If it is possible to suggest some fairly plausible motives which might conceivably have induced Grimm to blacken Rousseau's character, the case of Diderot presents difficulties which are quite insurmountable. Mrs.

Macdonald a.s.serts that Diderot was jealous of Rousseau. Why? Because he was tired of hearing Rousseau described as 'the virtuous'; that is all.

Surely Mrs. Macdonald should have been the first to recognise that such an argument is a little too 'psychological.' The truth is that Diderot had nothing to gain by attacking Rousseau. He was not, like Grimm, in love with Madame d'Epinay; he was not a newcomer who had still to win for himself a position in the Parisian world. His acquaintance with Madame d'Epinay was slight; and, if there were any advances, they were from her side, for he was one of the most distinguished men of the day.

In fact, the only reason that he could have had for abusing Rousseau was that he believed Rousseau deserved abuse. Whether he was right in believing so is a very different question. Most readers, at the present day, now that the whole noisy controversy has long taken its quiet place in the perspective of Time, would, I think, agree that Diderot and the rest of the Encyclopaedists were mistaken. As we see him now, in that long vista, Rousseau was not a wicked man; he was an unfortunate, a distracted, a deeply sensitive, a strangely complex, creature; and, above all else, he possessed one quality which cut him off from his contemporaries, which set an immense gulf betwixt him and them: he was modern. Among those quick, strong, fiery people of the eighteenth century, he belonged to another world--to the new world of self-consciousness, and doubt, and hesitation, of mysterious melancholy and quiet intimate delights, of long reflexions amid the solitudes of Nature, of infinite introspections amid the solitudes of the heart. Who can wonder that he was misunderstood, and buffeted, and driven mad? Who can wonder that, in his agitations, his perplexities, his writhings, he seemed, to the pupils of Voltaire, little less than a frenzied fiend?
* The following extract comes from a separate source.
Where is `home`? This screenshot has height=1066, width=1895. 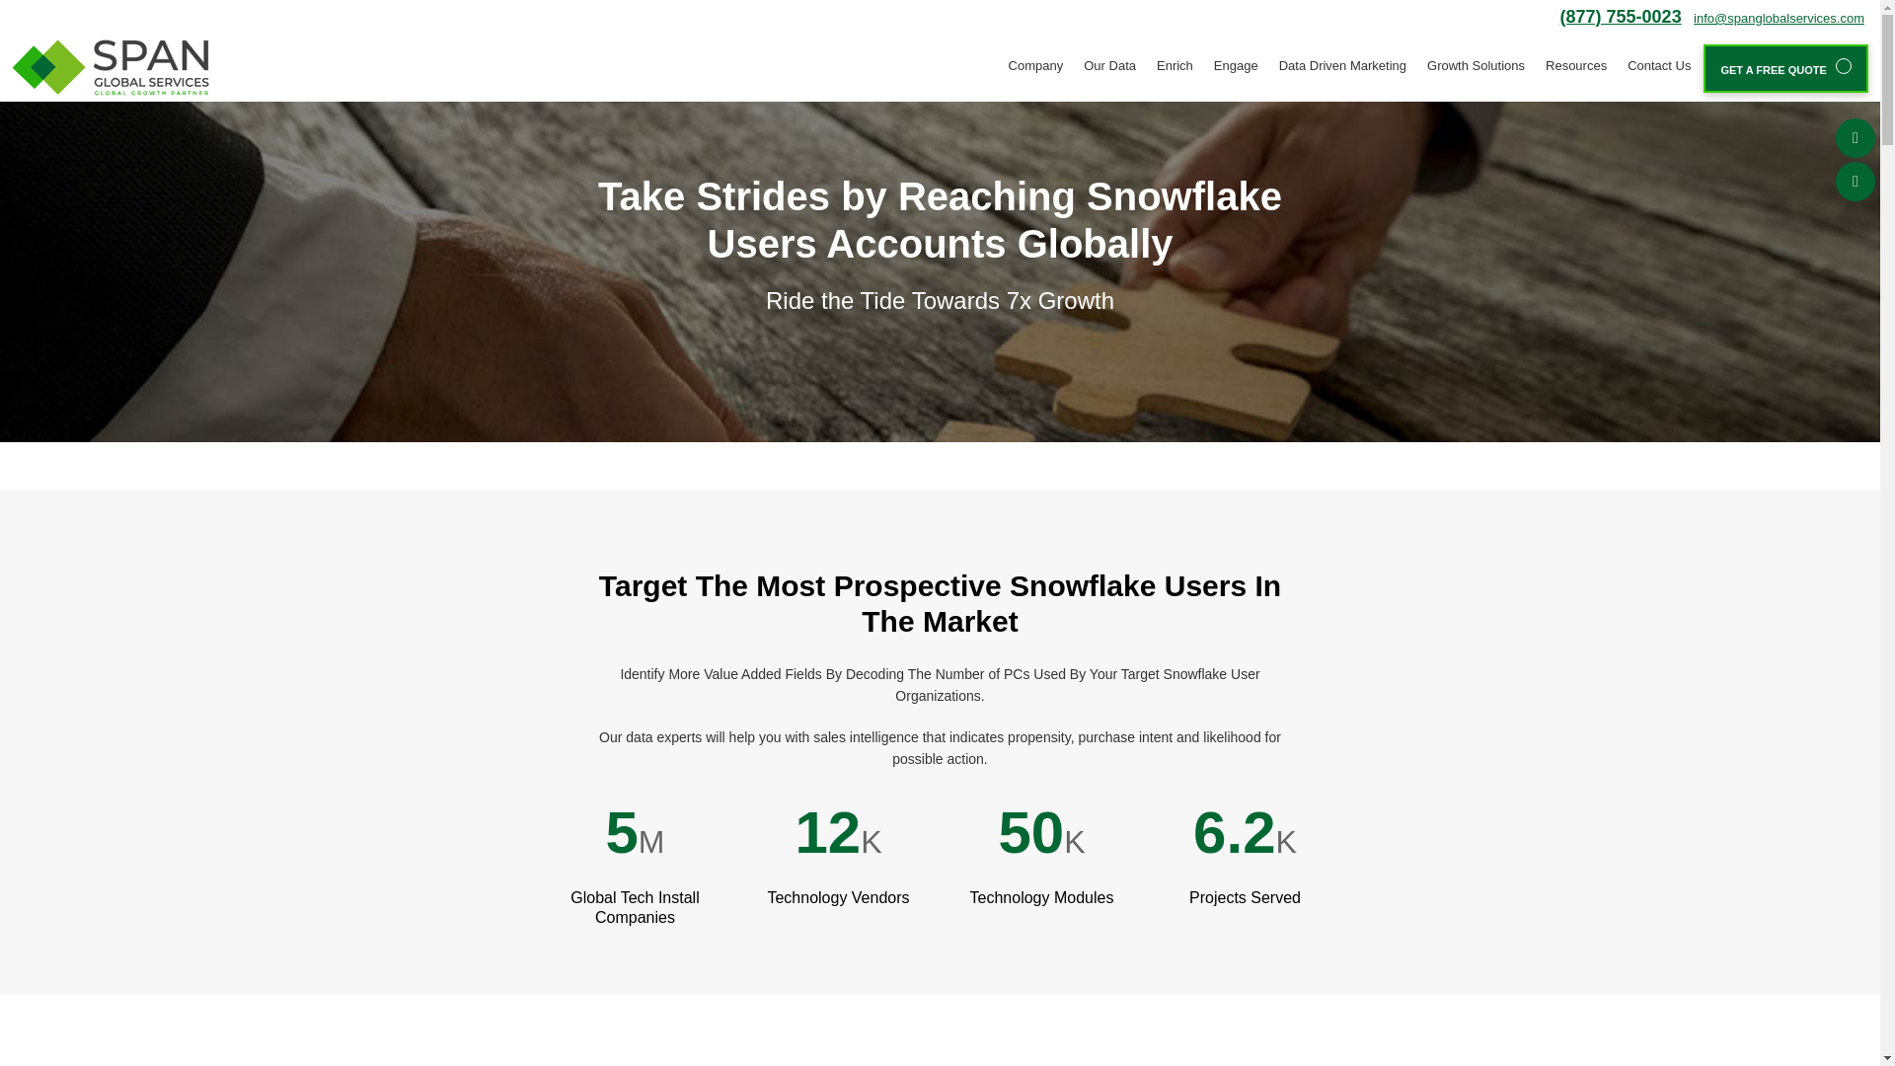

'Cet homme est un forcene!' Diderot exclaims. 'Je tache en vain de faire de la poesie, mais cet homme me revient tout a travers mon travail; il me trouble, et je suis comme si j'avais a cote de moi un d.a.m.ne: il est d.a.m.ne, cela est sur. ... J'avoue que je n'ai jamais eprouve un trouble d'ame si terrible que celui que j'ai ... Que je ne revoie plus cet homme-la, il me ferait croire au diable et a l'enfer. Si je suis jamais force de retourner chez lui, je suis sur que je fremirai tout le long du chemin: j'avais la fievre en revenant ... On entendait ses cris jusqu'au bout du jardin; et je le voyais!... Les poetes ont bien fait de mettre un intervalle immense entre le ciel et les enfers. En verite, la main me tremble.' Every word of that is stamped with sincerity; Diderot was writing from his heart. But he was wrong; the 'intervalle immense,'

across which, so strangely and so horribly, he had caught glimpses of what he had never seen before, was not the abyss between heaven and h.e.l.l, but between the old world and the new.